Some of Alfano’s work has focused on using light to perform noninvasive optical biopsies that reveal molecular information on the spot. The techniques can eliminate the wait for test results and reduce the physical trauma of surgery, since there is no need to remove tissue unless cancer is found.

“This field was nonexistent before 1984. That’s when we discovered you could use the colors of light to detect cancer,” Alfano said. “When you shine a little light on the tissue, it glows.”

He found that different combinations of molecules on healthy and cancerous samples produced specific spectral emissions when excited by a laser. “The colors of the emissions are different. If the molecules are good, you get one glow; if they’re bad, you get another.”

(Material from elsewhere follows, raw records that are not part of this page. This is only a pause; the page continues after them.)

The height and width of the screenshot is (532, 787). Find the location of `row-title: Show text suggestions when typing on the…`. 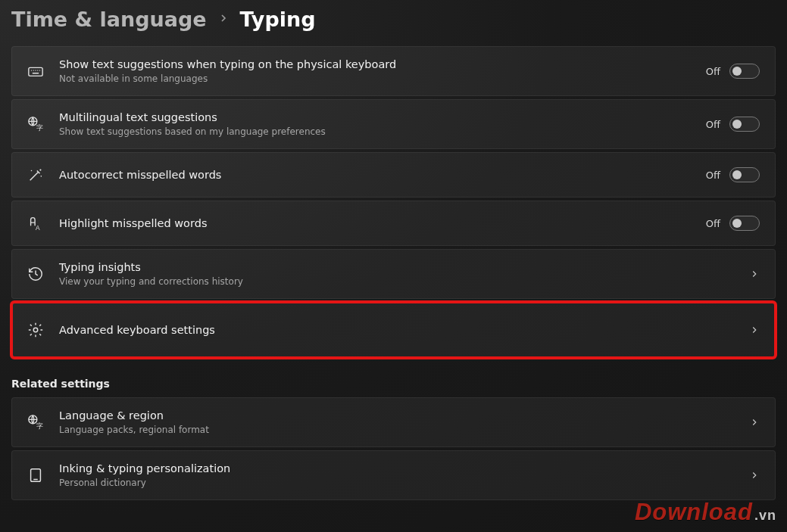

row-title: Show text suggestions when typing on the… is located at coordinates (375, 65).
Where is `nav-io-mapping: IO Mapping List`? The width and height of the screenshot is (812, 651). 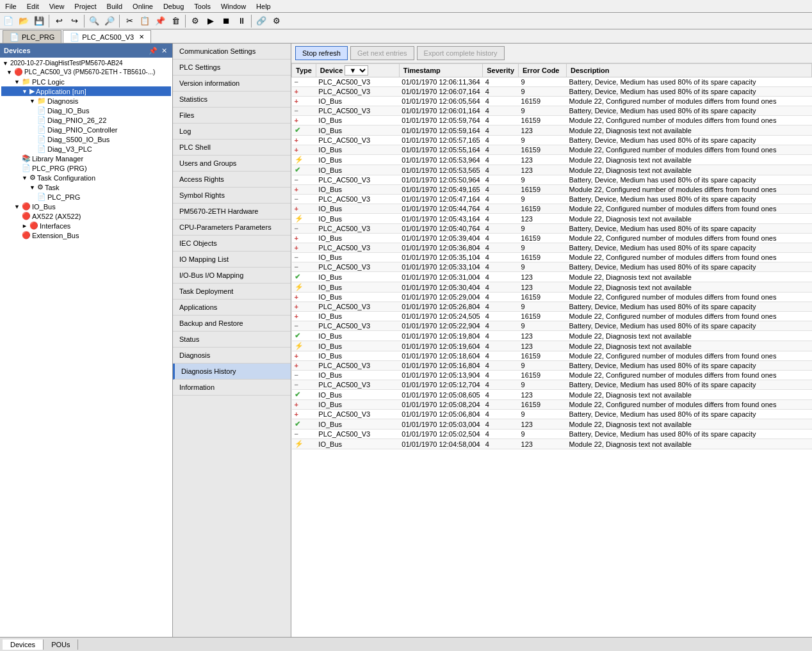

“It’s like a fingerprint,” he added. “In that glow is all the information you need about the molecules that are there.”

In 1991 Alfano and his colleagues extended their early work using Raman scattering, which doesn’t rely on fluorescence and has higher resolution and sharper spectral lines to detect differences between cancerous, precancerous and normal tissue. More recently, his lab has been refining cancer detection using Stokes shift spectroscopy, which combines absorption and fluorescence for a higher degree of accuracy.

Alfano also co-discovered the supercontinuum ultrafast white light source, among other achievements recognized by the award, which spans from the visible to the near-infrared part of the light spectrum. The discovery enabled research resulting in two Nobel Prizes. The winner of the chemistry Nobel in 1999 used the supercontinuum to monitor chemical reactions. Winners of the 2005 Nobel Prize in physics tapped it to create the most accurate clock in existence. Others, Japanese researchers in particular, are using it in communications to boost available channels and bandwidth into the terabits-per-second range.


Dr. Katarina Svanberg of Lund University in Sweden, a past president of SPIE, presents Dr. Robert Alfano with the Britton Chance Award for Biomedical Optics during the BiOS portion of Photonics West. Courtesy of SPIE.


He was instrumental in the founding of the BiOS symposium and has published more than 700 papers; he also holds 108 patents and has been cited more than 11,000 times. He has served as a member of the editorial board of the Journal of Biomedical Optics since the journal’s founding in 1996, and he long contributed to Photonics Media’s publications as an editorial advisory board member.

His most recent achievement was the approval of a patent for a pill-size cancer detection device. But there’s more to come. “Someday,” he said, “I want to have a cell phone to diagnose cancer.”

In his acceptance speech at the Photonics West event, Alfano credited Britton Chance and others for their inspiration and contributions to the field. “Britton Chance was the real giant,” he said. “Everything is built on giants – it’s not done alone. But Britton was one of those guys that did it alone.”

Chance pioneered the field of biomedical optics and contributed to a wide range of fields, including the identification and functioning of enzyme-substrate compounds, and made advancements in breast cancer diagnostics, radio-frequency electronics, spectroscopy for noninvasive clinical diagnosis, and other areas.

“Brit Chance’s research, training and leadership have helped fuel the growth of biomedical optics and biophotonics throughout the world,” said Bruce Tromberg, director of the Beckman Laser Institute at the University of California, Irvine, and a longtime colleague of Chance. “His lifelong passion for measuring and understanding physiology and metabolism using light has inspired our community for decades.

“More than any other individual, Brit brought together people and ideas that spanned across disciplines, creating a special spirit of creativity, innovation and enthusiasm that has characterized the field of biomedical optics.”